Francisco Felix, who has hepatitis C, could have received the liver transplant he needs last week, when a dying family friend offered to donate her liver. But state budget cuts to Medicaid meant Arizona would no longer help pay for a transplant for the 32-year-old father of four. So when his family couldn't come up with $200,000 in time, the liver went to someone else.
"The liver is gone because we don't have the money. That's why we lost this opportunity. But we have hope that something good is going to come," Flor Felix, Francisco's wife, told KSAZ/Fox10.
The cuts, approved earlier this year by the Arizona legislature and Republican Gov. Jan Brewer, went into effect Oct. 1. The reductions mean low-income patients will no longer receive lung transplants, liver transplants for hepatitis C patients or certain bone marrow transplants unless they fund the procedures themselves. The new policy is saving the state about $4.5 million per year, according to The New York Times.

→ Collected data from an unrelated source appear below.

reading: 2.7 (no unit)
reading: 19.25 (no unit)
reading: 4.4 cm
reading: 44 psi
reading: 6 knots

But many say the human cost of the slashed funding is far higher. According to the Times, about 100 sick people are affected by the cuts. "Something needs to be done," University of Arizona transplant specialist Dr. Emmanuel Katsanis told the Times. "There's no doubt that people aren't going to make it because of this decision. What do you tell someone? You need a transplant but you have to raise the money?"

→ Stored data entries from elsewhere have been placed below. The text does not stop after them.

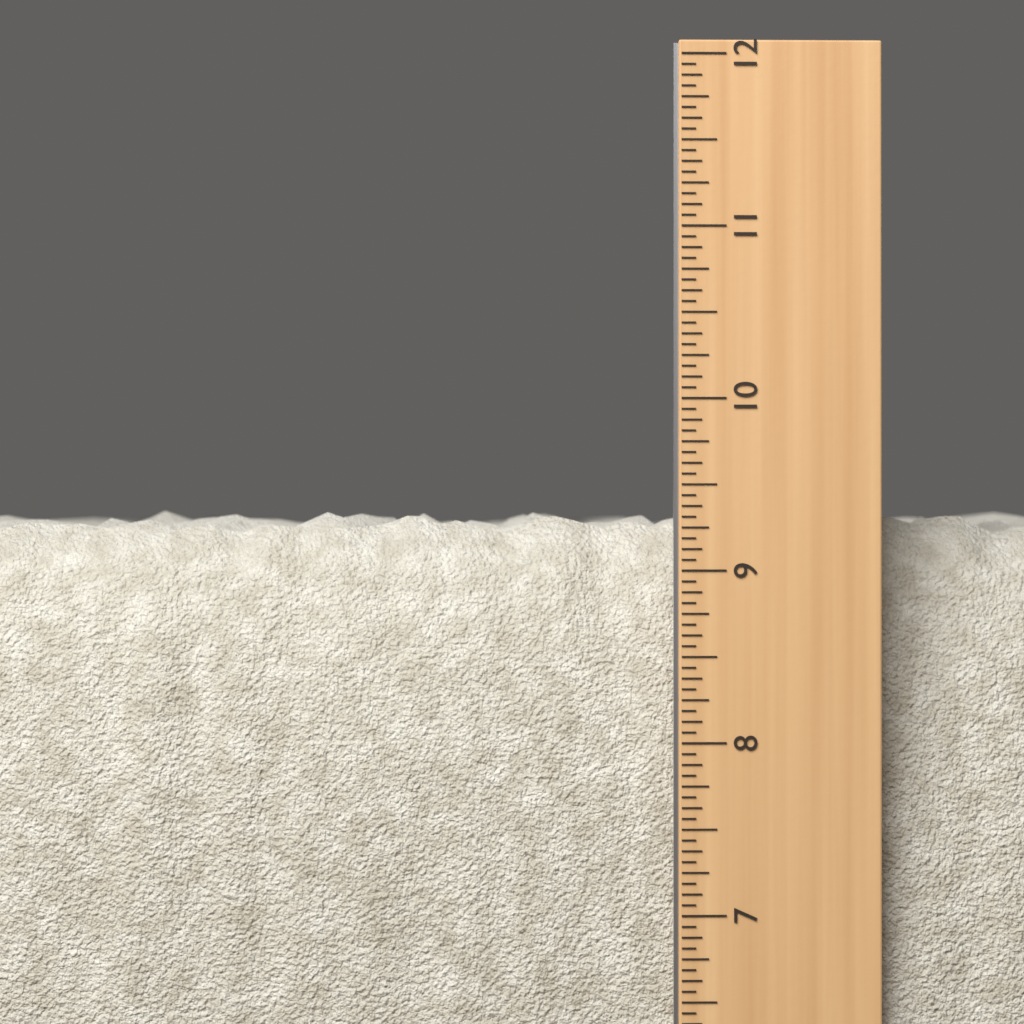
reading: 9.3750 in
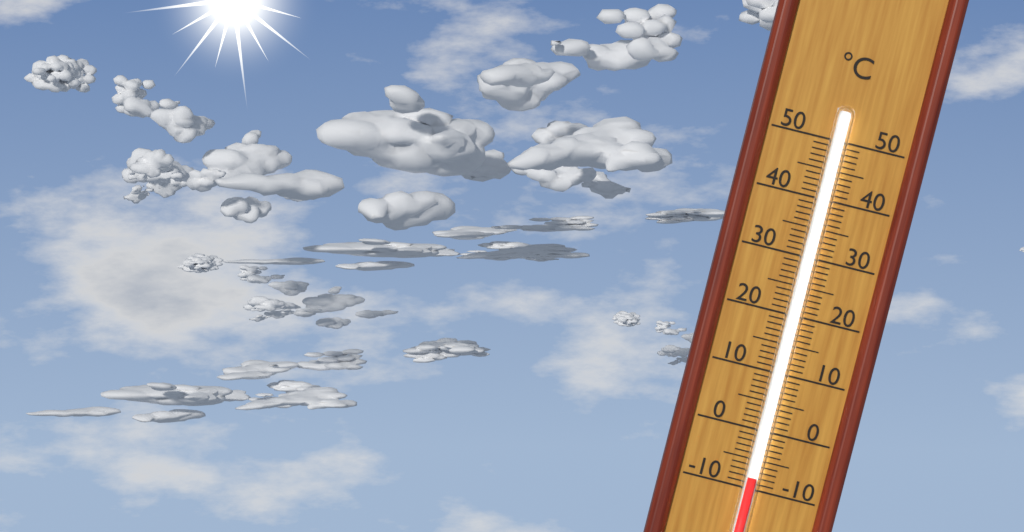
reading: -8 °C
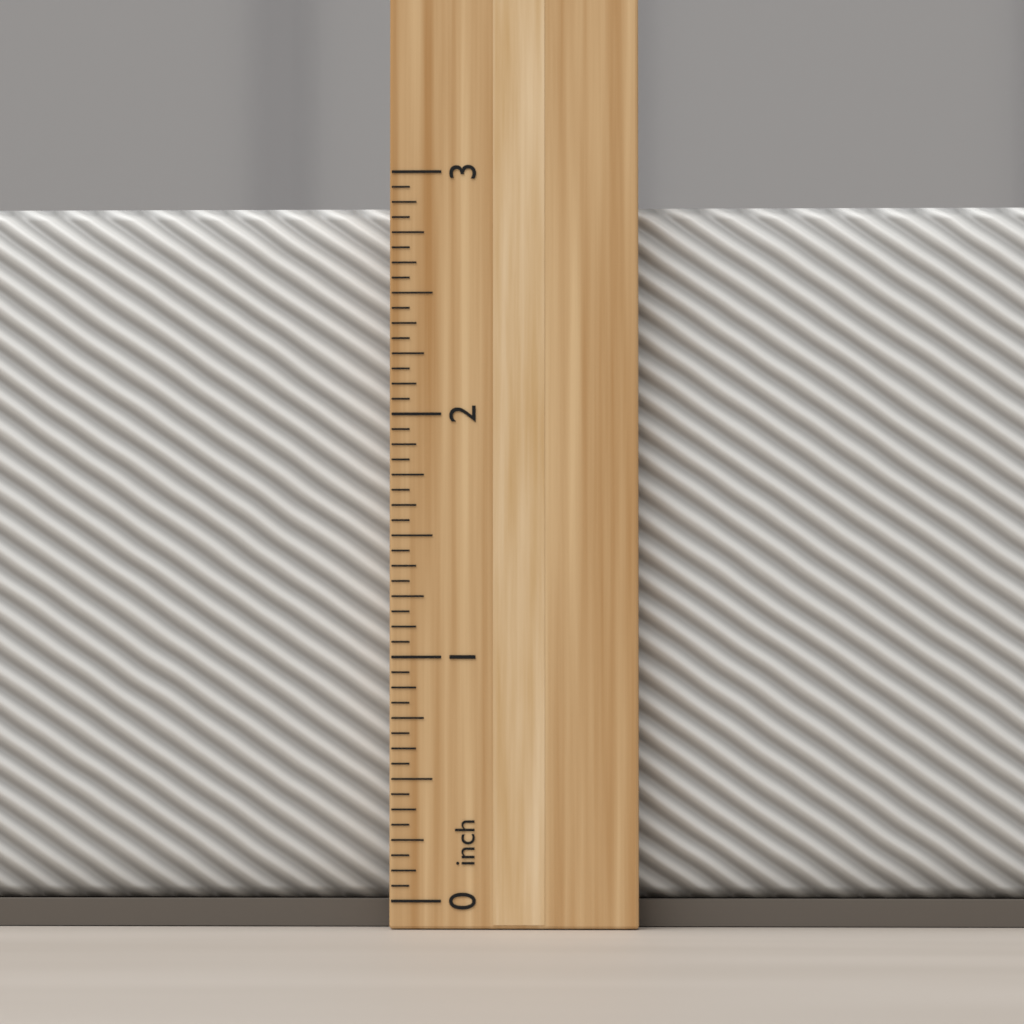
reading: 2.8750 inch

The death of Mark Price, a 38-year-old father of six, has only amplified anger over the cuts. Price made headlines in Arizona last month when the state refused to pay for his bone marrow transplant. Although an anonymous donor later pledged the $250,000 for the procedure, Price died over the weekend of complications from chemotherapy.
Sponsored Links
Price's physician, Dr. Jeffrey Schriber, told the Arizona Republic that Price's death wasn't related to the budget cuts because his body was too weak to undergo surgery. But critics of the policy say it's only a matter of time before a sick patient dies because he or she can't afford a transplant. The uproar has lawmakers pointing the finger at one another. "We made it very clear at the time of the vote that this was a death sentence," state Sen. Leah Landrum Taylor, a Democrat, told the Times. "This is not a luxury item. We're not talking about cosmetic surgery."

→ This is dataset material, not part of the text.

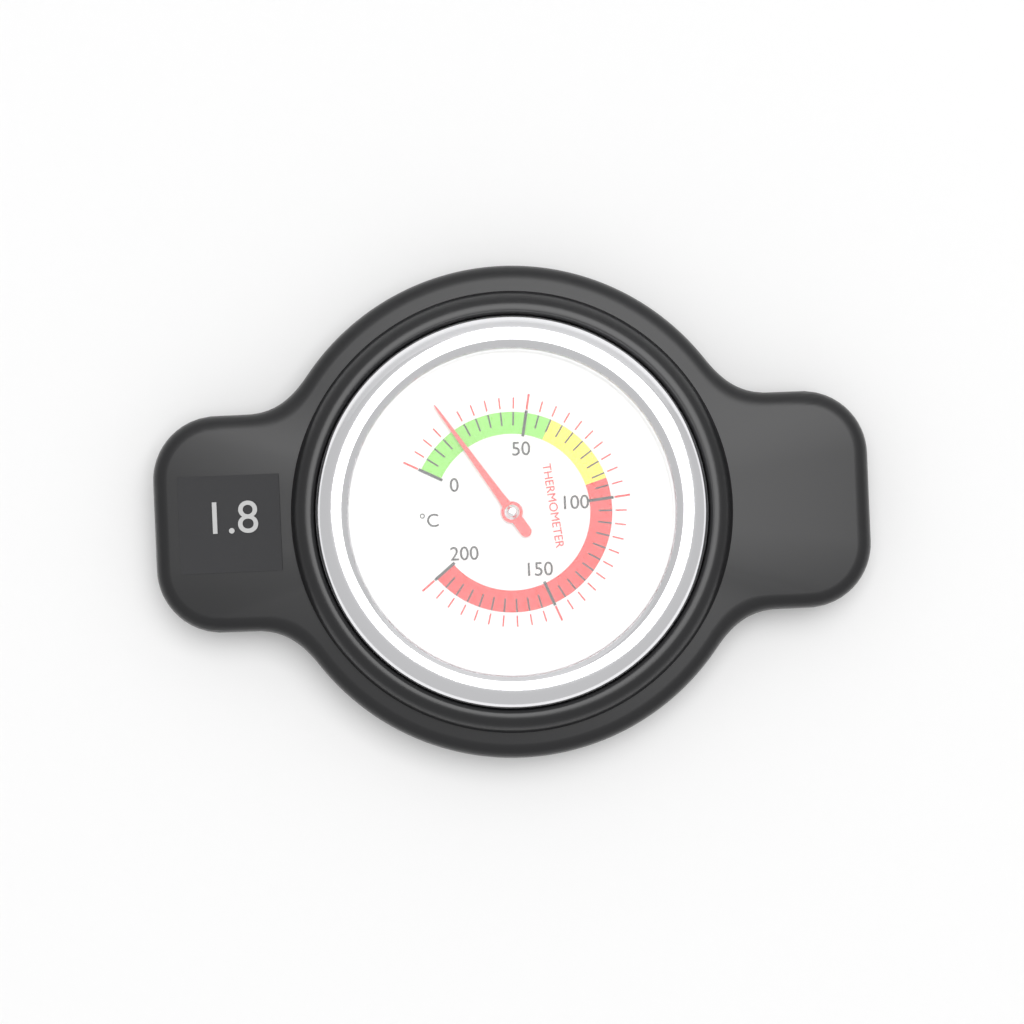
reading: 20 °C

Brewer said her heart went out to the Price family but called the cuts necessary. "The bottom line is the state only has so much money and we can only provide so much optional types of care and those were one of the options that we had taken liberty to discard, to dismiss," she said Nov. 19, according to The Associated Press. Some Republican lawmakers, however, have hinted that the legislature may take a second look at the issue.